The human problem arose only much later. The people who had been sent to Antarctica had all been chosen from the best and brightest of their respective nations. All of them were possessed of astonishing perseverance, tenacity, endurance, grace in the face of crisis, physical strength, adaptability to difficult environments, social acuity, and on top of that, high levels of intelligence and accomplishment. They were all people who could calmly handle a life in which six months of the year must be spent cooped up in night and snow—even if it continued for two or three years.
However, as it gradually began to sink in that they couldn’t go back … and that even if they could go back, they would not see any of their loved ones—a certain degenerate emotion began to creep in.
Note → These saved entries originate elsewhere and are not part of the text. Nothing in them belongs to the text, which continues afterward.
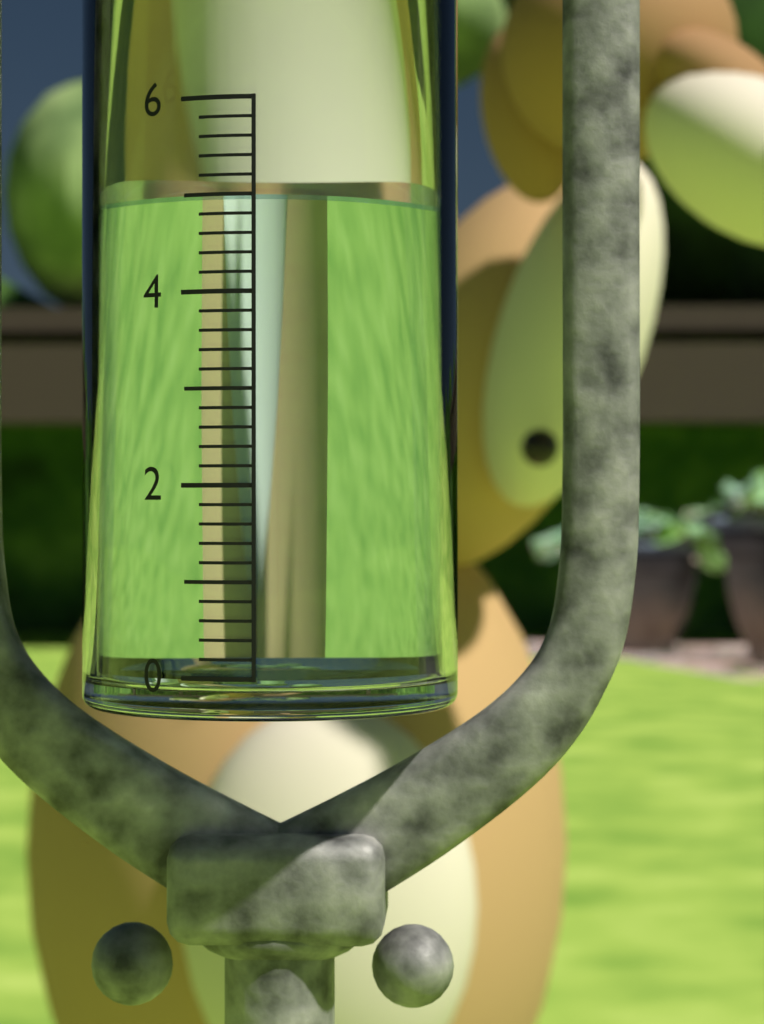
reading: 5.0 (no unit)
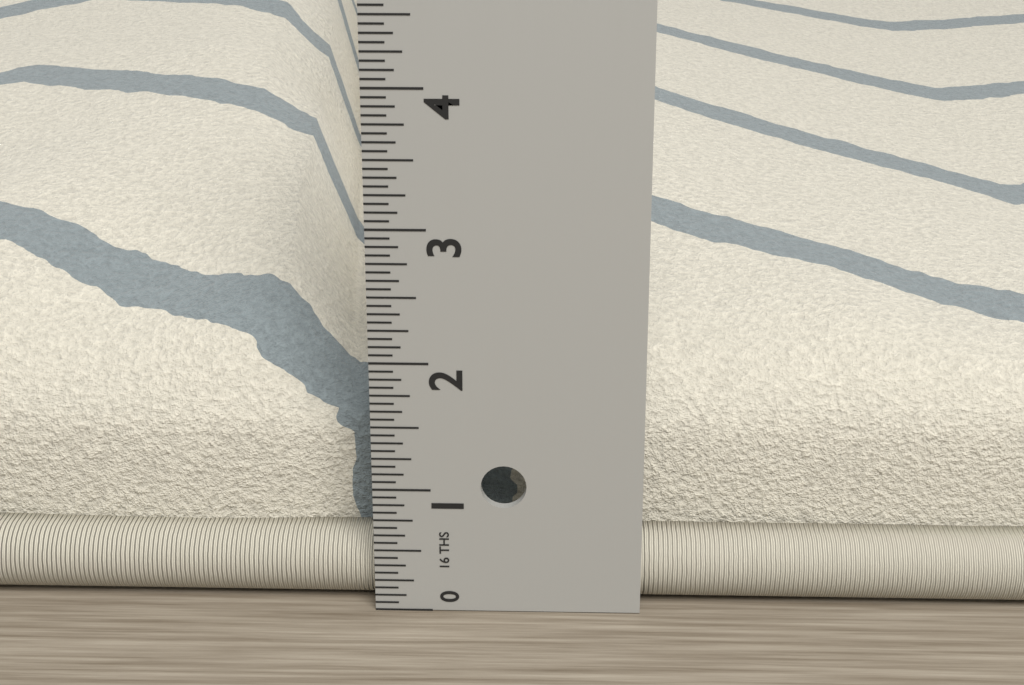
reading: 3.5000 in
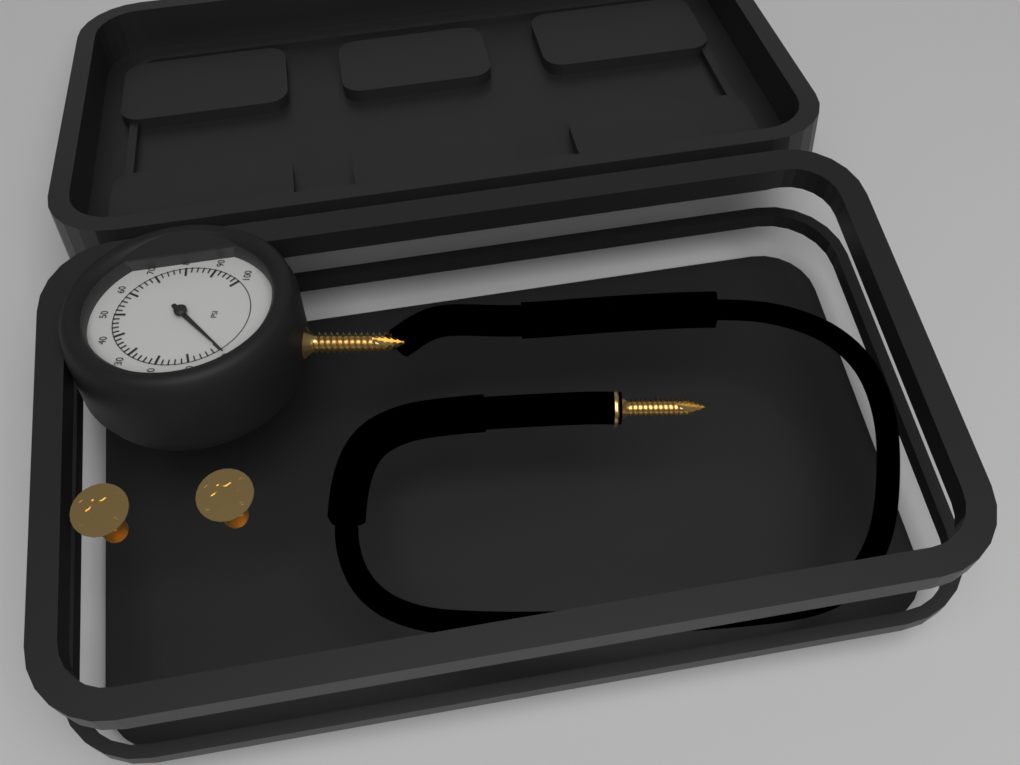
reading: 0 psi
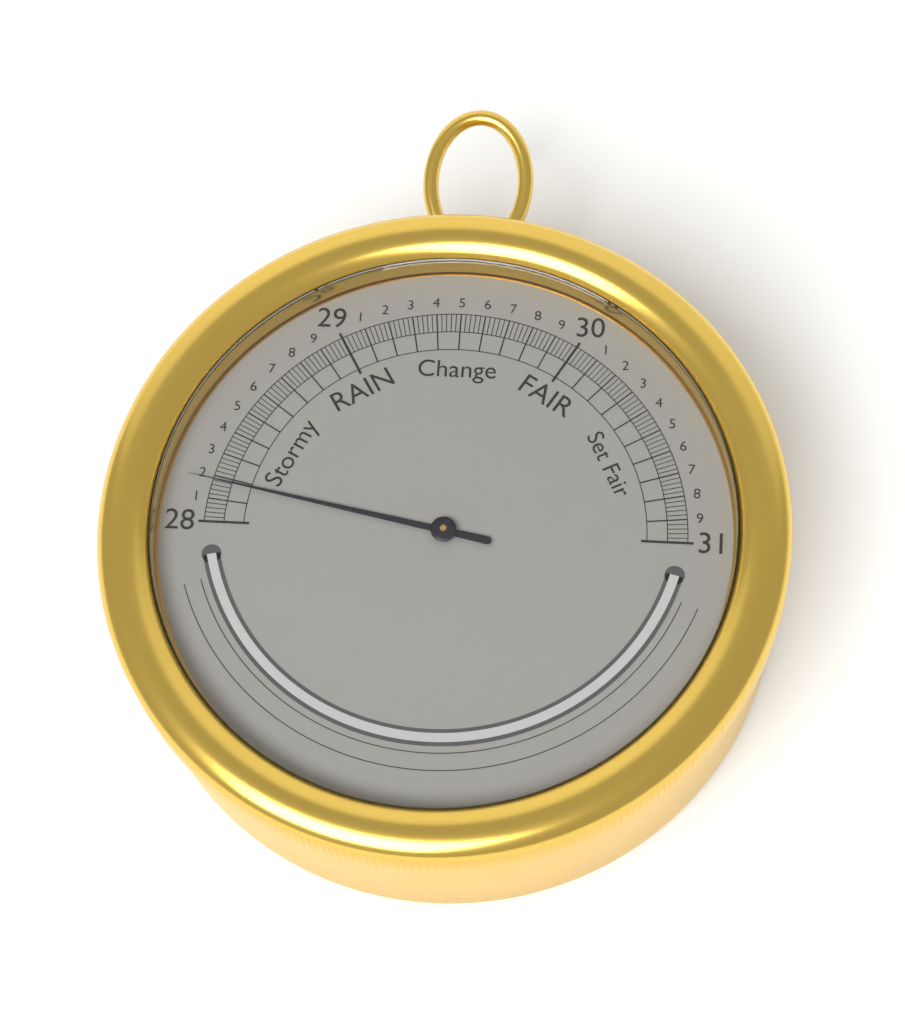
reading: 28.18 inHg
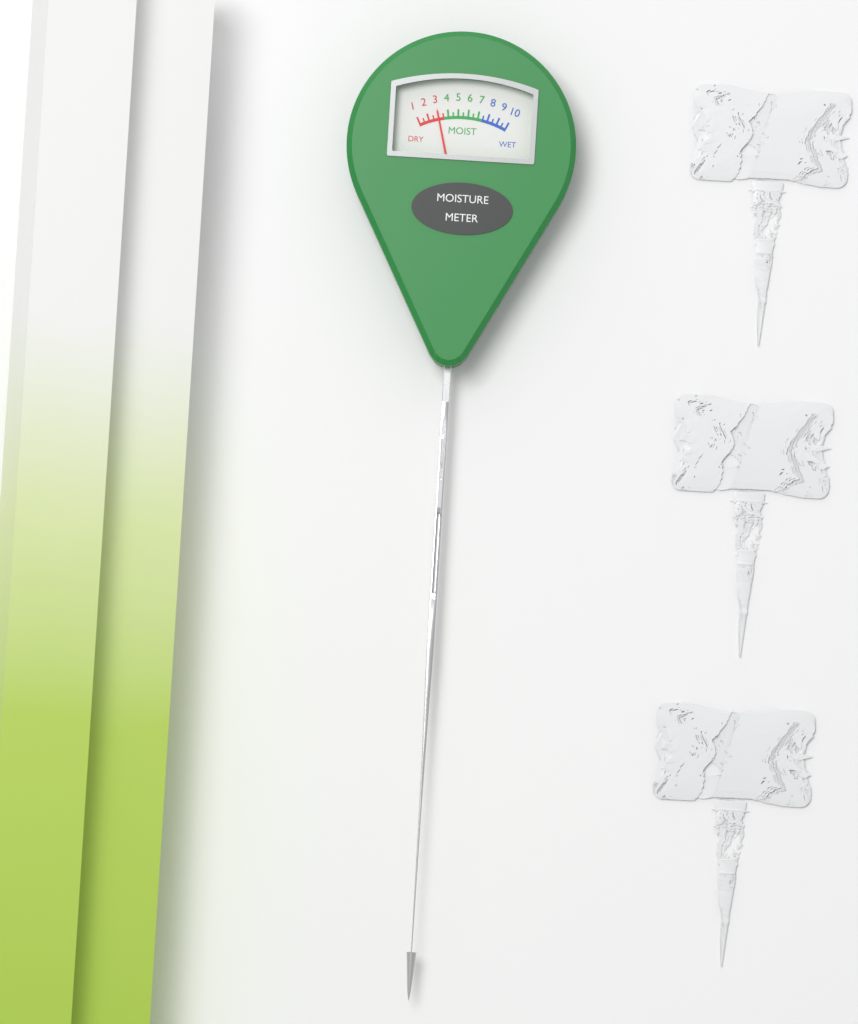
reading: 3.0 (no unit)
Its first appearance—though it certainly didn’t affect all of them—was among the journalists who had been dispatched to Antarctica on assignment. In general, they had planned to spend one year there to get a “peek” at life in Antarctica. The busy, lively world to which these people truly belonged was that of the roar of rotary presses, flashbulbs, ringing telephones, and voices shouting “Extra! Extra!”—where broadcast waves and gossip and information roared across the globe. As reporters on mountaineering an
d on the polar region itself, whether they liked this extreme lifestyle themselves was beside the point—their essential nature was that of the traveler roving from one end of the globe to the other. The journalist lifestyle was comprised of periods of rest cheered by reminiscences of prior journeys, followed by a move on to the next journey, impelled by the invitation of the unknown. Such people were from the outset not suited to a life of confinement and not knowing whether that isolation would ever end. They had come to Antarctica to be the eyes and ears of the world, but they were eyes and ears for the gently clamorous “mind” of the world that had now been lost.
At the beginning of their sudden, coincidental stranding, the press pool had oddly seemed to become all the more vigorous. The writers grew desperate to learn about the worldwide pandemic and had labored on in fruitless efforts to somehow communicate with the world’s survivors.
There had also been one who had stowed away on a nuclear submarine and attempted to escape. After this, as most of them were adjusting to the basic lifestyle of Antarctica, one of them had …
In the space of three years, eighteen of the Antarcticans went mad, and three committed suicide. The suicides included two young reporters and one cook. Out of a population of ten thousand, this was a surprisingly small number.